Winner of Lambda Literary Award, 2005

Winner of Lambda Literary Award, 2005

The Indignities of Coach Class, the Torments of Low Thread Count, the Never-Ending Quest for Artisanal Olive Oil, and Other First World Problems

David Rakoff’s collection of autobiographical essays, Fraud, established him as one of our funniest, most insightful writers. In Don’t Get Too Comfortable, Rakoff journeys into the land of plenty that is contemporary North America. Rarely have greed, vanity, selfishness, and vapidity been so mercilessly and wittily portrayed.

Whether contrasting the elegance of one of the last flights of the supersonic Concorde with the good times and chicken wings of Hooters Air, portraying the rarified universe of Paris fashion shows where an evening dress can cost as much as four years of college, or traveling to a private island off the coast of Belize to watch a soft-core Playboy TV shoot, where he is provided with his very own personal manservant, David Rakoff takes us on a bitingly funny grand tour of our culture of excess, delving into the manic getting and spending that defines the North American way of life.
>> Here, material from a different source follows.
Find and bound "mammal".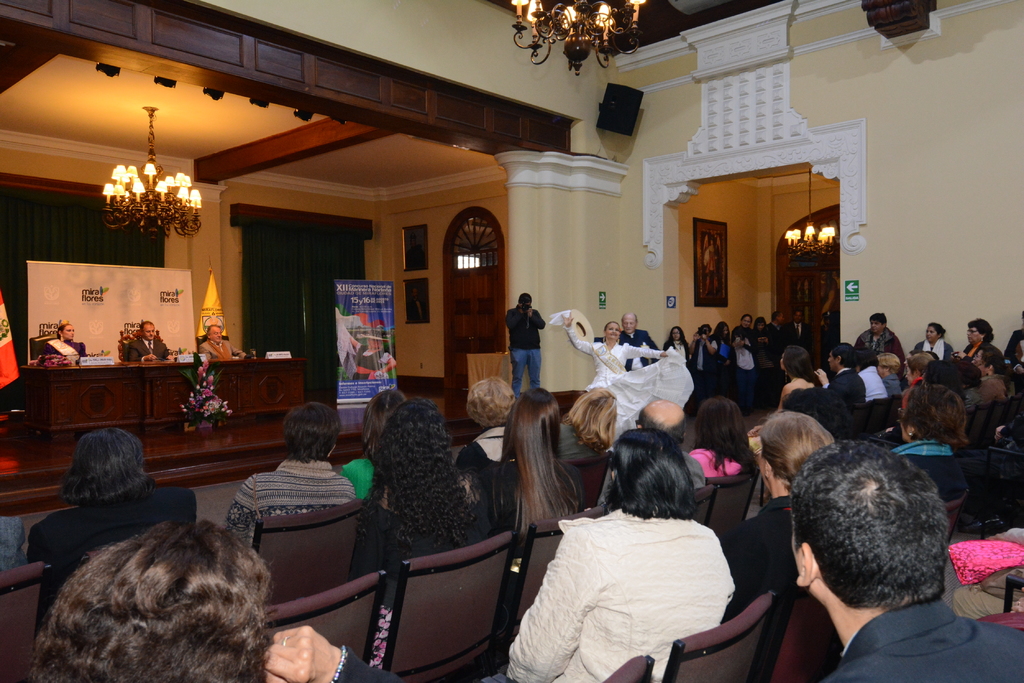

Somewhere along the line, our healthy self-regard has exploded into obliterating narcissism, and Rakoff is there to map that frontier. He sits through the grotesqueries of “avant garde” vaudeville in Times Square immediately following 9/11. Twenty days without food allows him to experience firsthand the wonders of “detoxification,” and the frozen world of cryonics, whose promise of eternal life is the ultimate status symbol, leaves him very cold indeed (much to our good fortune).

At once a Wildean satire of our ridiculous culture of overconsumption and a plea for a little human decency, Don’t Get Too Comfortable is a bitingly funny grand tour of our special circle of gilded-age hell.